Saturday, January 15, 2011

The most recent example of what I am talking about...

Today, I found THIS ARTICLE about the liberal reasoning behind the call for a return to the Fairness Doctrine.

It's a short article, easy to read and even easier to see that the reasoning this author puts behind his call for the return to the fairness doctrine is that he wants Glenn Beck and Sean Hannity "off the air". He seems to resent the success of conservative talk radio, which he sees as coming at the expense of liberal talk radio.

We all understand that it isn't that easy, though... people listen to Beck, Hannity, et al but do not listen to liberal hosts. I admit to occasionally tuning in to liberal radio, and I can say that I have heard some of them comment on not having a single caller on hold to take for long periods of their shows. How often do you imagine that is the case with Beck, or Hannity, or Wilkow? Do you think Limbaugh has seen a blank board of waiting calls EVER in the last 20 years? Love him or hate him... people listen to his show.

I want it understood that I am not discussing the Fairness Doctrine because I want ANYONE removed from the airwaves... nor do I think that most Americans would support that kind of effort or regulation. In fact, I only brought it up at all because I thought it might be seen as another example of past regulation that actually benefited the country or society as a whole... and was discarded in an attempt to reduce regulations in general. A sort of "throwing the baby out with the bath water" sort of analogy.

As convinced as I am that some regulation and governmental requirements can be a GOOD thing, I am also convinced that people like the author of the article above is completely ignorant of what the Fairness Doctrine actually is. Denying ANYONE access to broadcast opportunity is denying them their First Amendment rights... and that is worse than wrong. However, requiring broadcast companies to afford the same access to one side of an issue as another has proven (historically, and almost exclusively in the newsprint industry) to have been a GOOD THING for the conservative agenda. Traditional, conservative viewpoints and opinions tend to stand up very well to radical, progressive debate... both side by side have long historical perspectives to draw from, with success and prosperity showing up only on ONE side of the debate.

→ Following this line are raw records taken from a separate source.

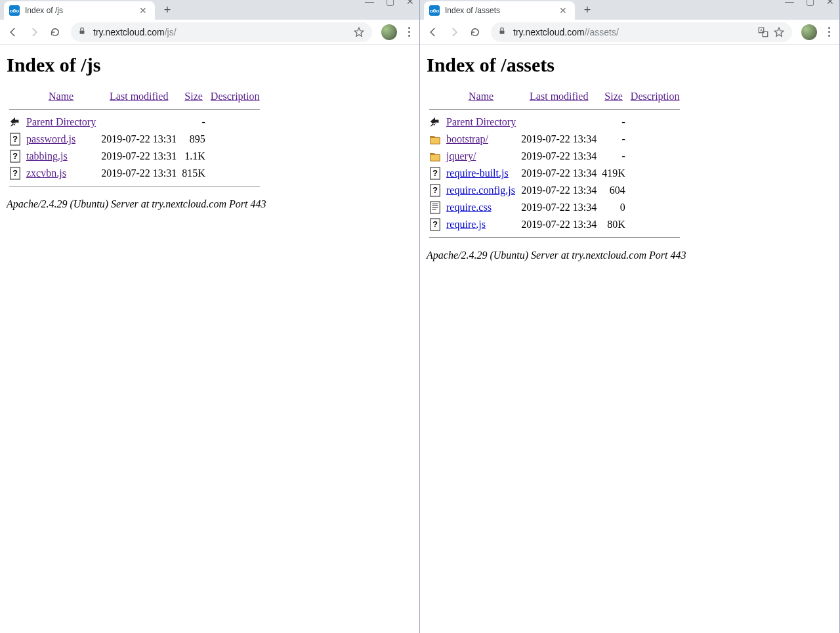 Image resolution: width=840 pixels, height=633 pixels. Describe the element at coordinates (555, 190) in the screenshot. I see `table-row: require.config.js2019-07-22 13:34604` at that location.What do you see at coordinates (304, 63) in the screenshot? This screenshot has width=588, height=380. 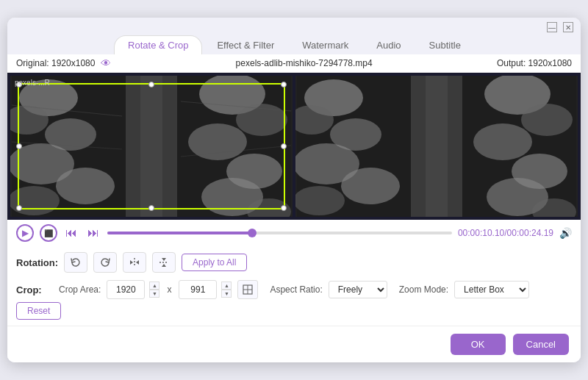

Those that dismiss the prospect of the Fairness Doctrine do so with the one HUGE argument that cannot be debated: there is no better yardstick for the viability or popularity of an opinion than people's efforts to share in it. Short version? If the content is solid and well presented, people will listen (read/view/etc)... if it is not, they won't. Let the viewing audience decide the issue.

The Doctrine simply required equal opportunity to present a viewpoint. Sirius/XM does this. FOX News does this. NPR does not, and neither does MSNBC. No one is calling for the demise of any particular liberal or progressive pundit (at least I am not)... but having equal opportunity to present a view on platforms and outlets such as NPR (a Federally-funded media outlet, to boot) strikes me as an amazingly easy way to dramatically counter false, misleading liberal bias. This is less true of MSNBC... which simply doesn't have the number of viewers to justify making the effort.